The two-day workshop titled “Working in an International Academic Community” which was Module 5 of the RSPH tutorials took place 23-24 February at the University of Antwerp, allowing PhD students to participate from Germany, Netherlands and Belgium. This wide-ranging, transnational, transdisciplinary, and cross-cultural nature of the workshop allowed for constructive discussions to take place over the course of the two days.
Dr. Shaeri-Yazdi’s talk regarding the challenges of being consistent with producing publications throughout one’s academic career, through added layers of challenges, specifically as a person of colour, it allowed one to prepare and streamline the publication plan for the post-PhD career which is soon to follow. Additionally, Dr. Schmidt’s talk about his career and journey towards becoming a Japanologist was inspiring and motivating for young scholars who aim to pursue a career studying areas and histories outside of Europe. The second day of the workshop allowed us to brainstorm and develop ideas for forming a panel together for the Annual APH Conference to be held in Antwerp in 2025. My group was able to form a panel titled, “Solidarities, spaces and silences: The politics of movement”.

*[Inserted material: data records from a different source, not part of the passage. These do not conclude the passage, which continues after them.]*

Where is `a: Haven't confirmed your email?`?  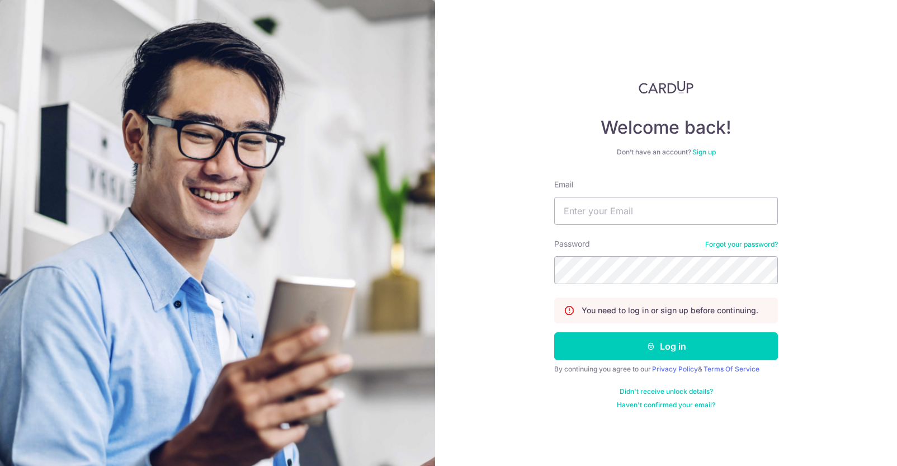 a: Haven't confirmed your email? is located at coordinates (666, 405).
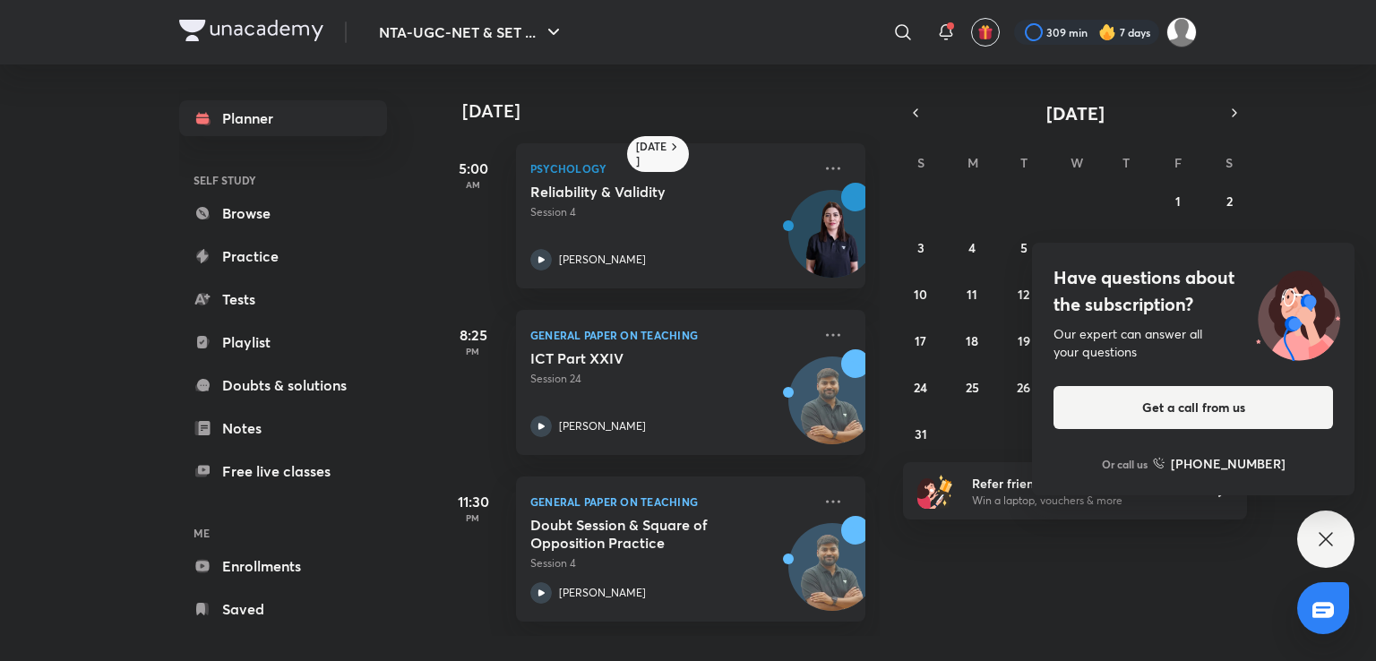 The width and height of the screenshot is (1376, 661). What do you see at coordinates (283, 471) in the screenshot?
I see `a: Free live classes` at bounding box center [283, 471].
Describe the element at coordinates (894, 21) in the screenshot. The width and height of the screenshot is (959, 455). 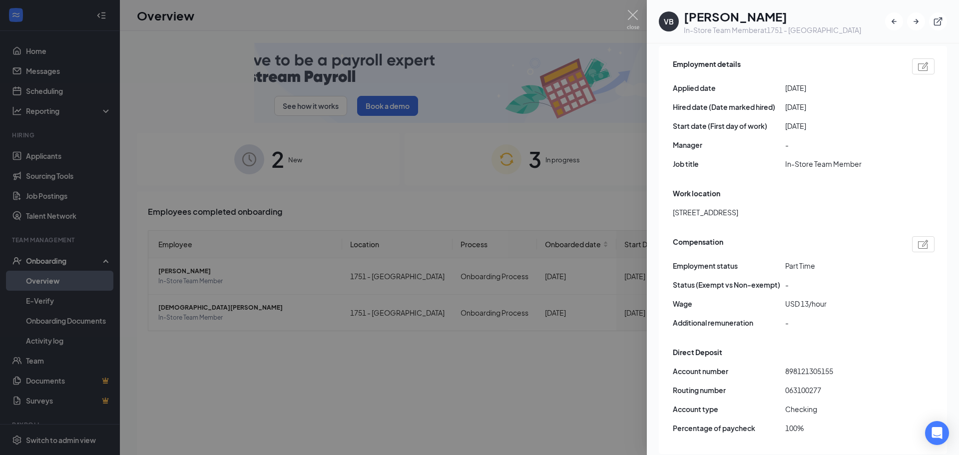
I see `button: ArrowLeftNew` at that location.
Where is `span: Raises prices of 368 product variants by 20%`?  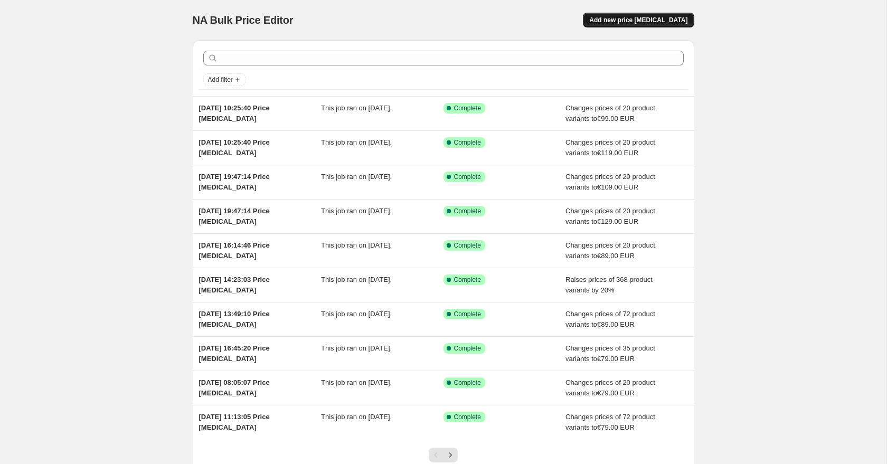 span: Raises prices of 368 product variants by 20% is located at coordinates (609, 285).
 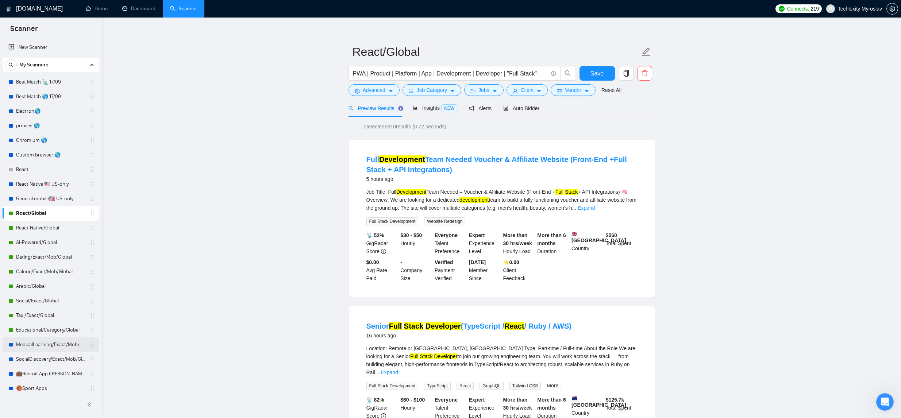 I want to click on span: Jobs, so click(x=484, y=90).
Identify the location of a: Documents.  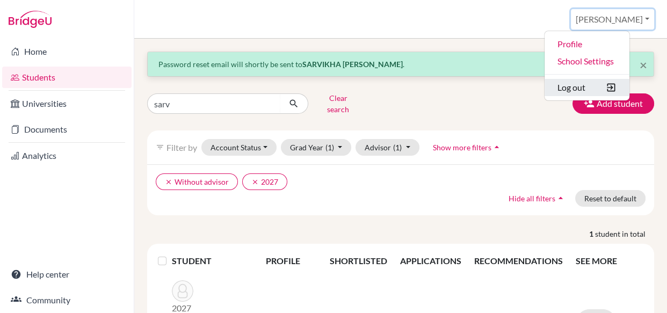
(67, 129).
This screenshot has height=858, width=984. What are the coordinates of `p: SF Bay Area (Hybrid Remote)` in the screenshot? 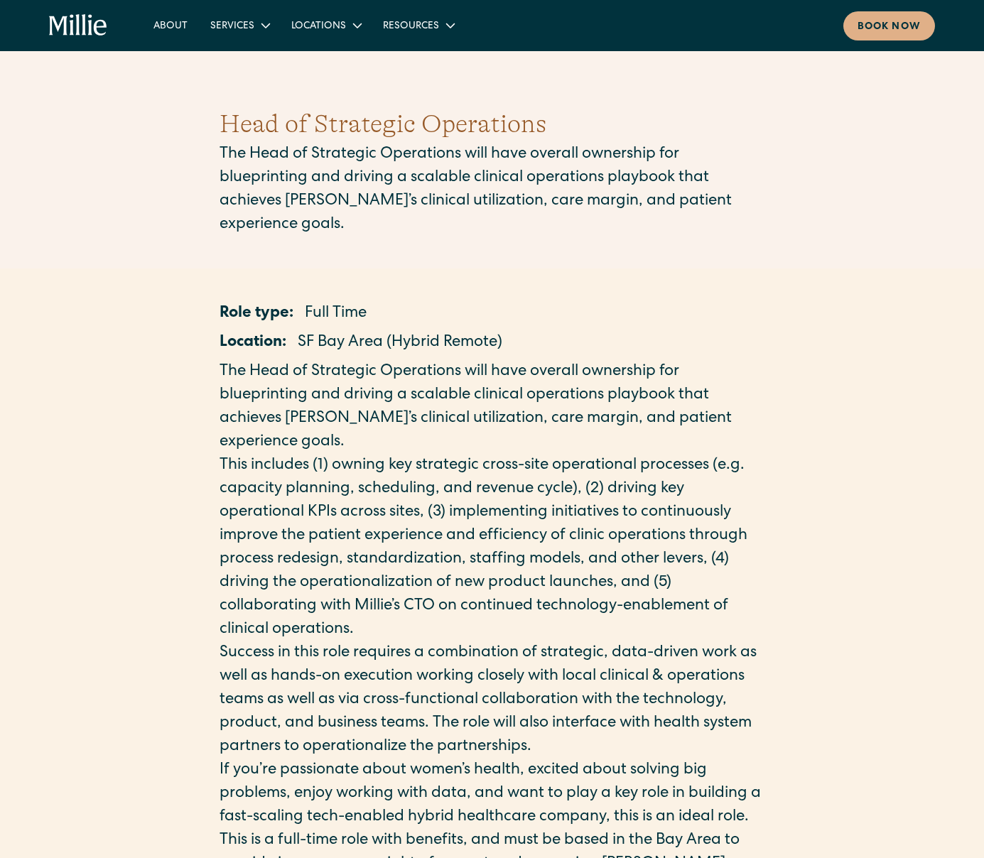 It's located at (400, 343).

The discussions revolved around viewing ‘movement’ within colonial (and post-colonial) structures as it shaped resistance to existing structures of coloniality. The colonial structures such as trade routes, circulation networks and infrastructures which were developed to strengthen and establish ideas of coloniality were often also utilized by those resisting coloniality, whereby the people and knowledge moved within these spaces and converged to produce revolutionary movements, human rights campaigns, knowledge-sharing networks, and new strategies of resistance. The spaces which these actors inhabited, or moved within, informed their knowledge and ideas, and subsequently shaped their political practices. We discussed ideas on how to analyse coloniality by viewing how people navigated, negotiated, and resisted these structures of power.
Our projects had far-ranging areas of research geographically, such as the post cities of the Caribbean, in Curacao, Trinidad and Venezuela, to the resistance movements in Zimbabwe and Zambia, to the diplomats and human rights activists of South and Southeast Asia, and back to the University of Antwerp itself. We tried to view our actors in terms of their solidarities through intersectionality, whereby the strategic use of intersectionality by movements illustrated how the solidarities were formed and protected through the acknowledgment and integration of diverse, convergent identities and experiences, challenging both colonial and contemporary forms of exploitation.

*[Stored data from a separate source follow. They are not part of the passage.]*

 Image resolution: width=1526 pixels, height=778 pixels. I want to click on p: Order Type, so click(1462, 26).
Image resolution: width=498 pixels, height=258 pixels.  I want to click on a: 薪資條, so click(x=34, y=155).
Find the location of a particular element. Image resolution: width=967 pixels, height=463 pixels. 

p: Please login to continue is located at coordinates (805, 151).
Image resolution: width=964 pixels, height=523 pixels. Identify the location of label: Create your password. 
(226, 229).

It was, overall, an engaging workshop, which allowed diverse discussions on decoloniality and decolonial thinking, which had previously been overlooked to a large extent from RSPH workshops in the past years. The discussions allowed PhD researchers to rethink and develop their ideas along the lines of a non-Eurocentric framework, which allowed for an interesting deviation from the other sessions. Perhaps a fitting end to the two days of discussions was Dr. Beyen’s excellent tour of Antwerp’s colonial monuments which commemorated the annexation of Congo to the other monuments commemorating King Leopold’s role in these annexations, which was an interesting intersection of cultural and political history in the public sphere.